Set down each line from the line holding "Describe the element at coordinates (47, 153)" to the last line of the entries below, exactly, with both ends included and without pictures.

(Dataset entries)
━━━━━━━━

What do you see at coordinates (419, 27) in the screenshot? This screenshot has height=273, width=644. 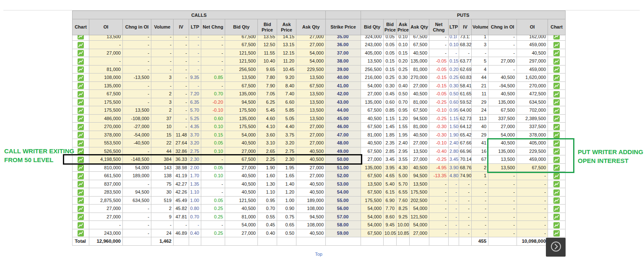 I see `put-col-header-ask-qty: Ask Qty` at bounding box center [419, 27].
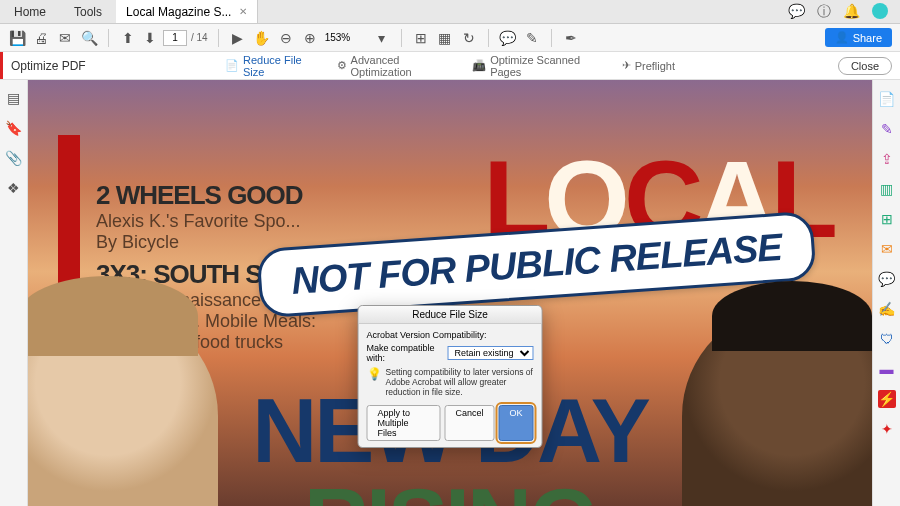 Image resolution: width=900 pixels, height=506 pixels. I want to click on fit-page-icon: ▦, so click(445, 38).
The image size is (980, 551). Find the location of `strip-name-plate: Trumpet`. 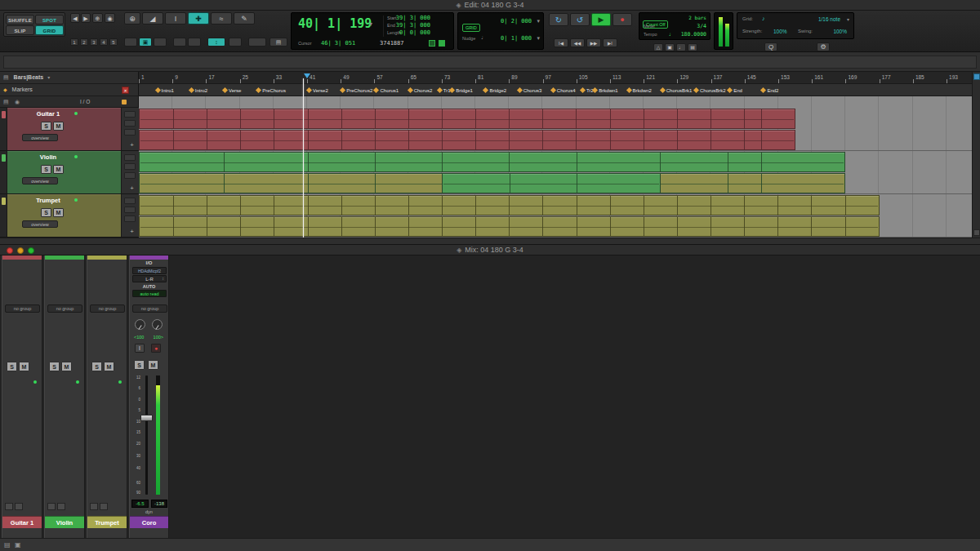

strip-name-plate: Trumpet is located at coordinates (107, 522).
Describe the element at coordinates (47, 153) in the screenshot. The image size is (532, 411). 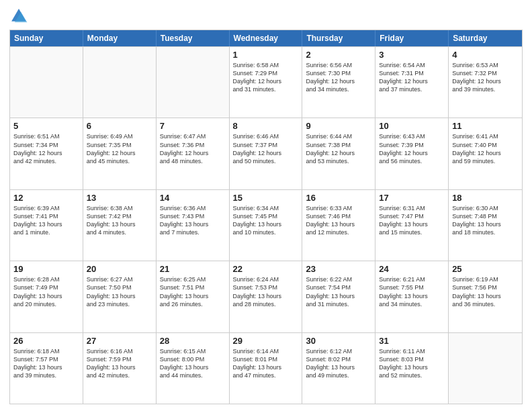
I see `day-cell-5: 5Sunrise: 6:51 AM Sunset: 7:34 PM Daylig…` at that location.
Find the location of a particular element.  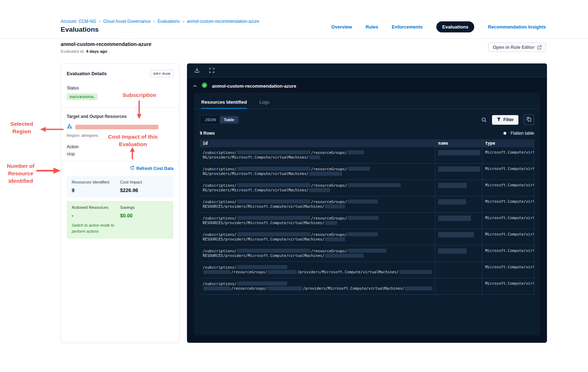

results-title: anmol-custom-recommendation-azure is located at coordinates (254, 86).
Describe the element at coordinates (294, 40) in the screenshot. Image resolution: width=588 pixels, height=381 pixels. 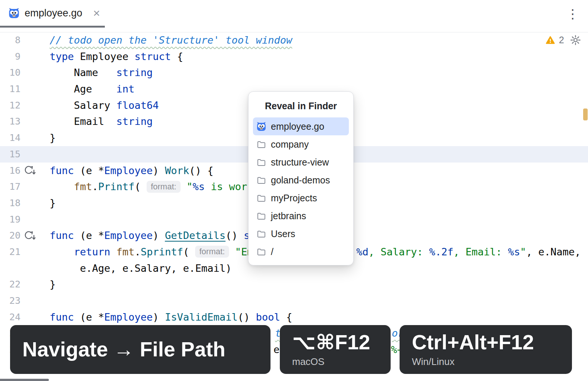
I see `code-line-8: 8// todo open the 'Structure' tool windo…` at that location.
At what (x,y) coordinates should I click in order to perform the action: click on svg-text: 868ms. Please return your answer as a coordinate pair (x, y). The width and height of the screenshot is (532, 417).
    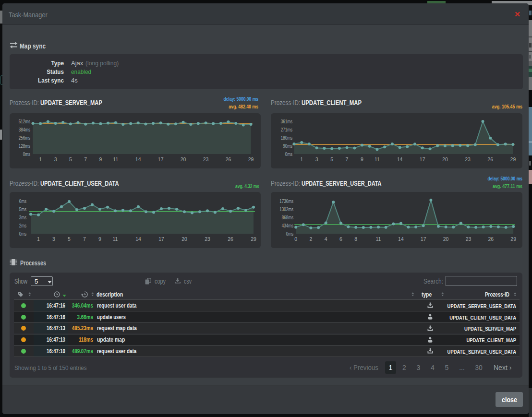
    Looking at the image, I should click on (288, 217).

━━━━━━━━

> **Exercise solution**:
Describe the element at coordinates (47, 153) in the screenshot. The image size is (532, 411). 
I see `day-cell-5: 5Sunrise: 6:51 AM Sunset: 7:34 PM Daylig…` at that location.
Find the location of a particular element.  

results-title: anmol-custom-recommendation-azure is located at coordinates (254, 86).
Describe the element at coordinates (294, 40) in the screenshot. Image resolution: width=588 pixels, height=381 pixels. 
I see `code-line-8: 8// todo open the 'Structure' tool windo…` at that location.
At what (x,y) coordinates should I click in order to perform the action: click on svg-text: 868ms. Please return your answer as a coordinate pair (x, y). The width and height of the screenshot is (532, 417).
    Looking at the image, I should click on (288, 217).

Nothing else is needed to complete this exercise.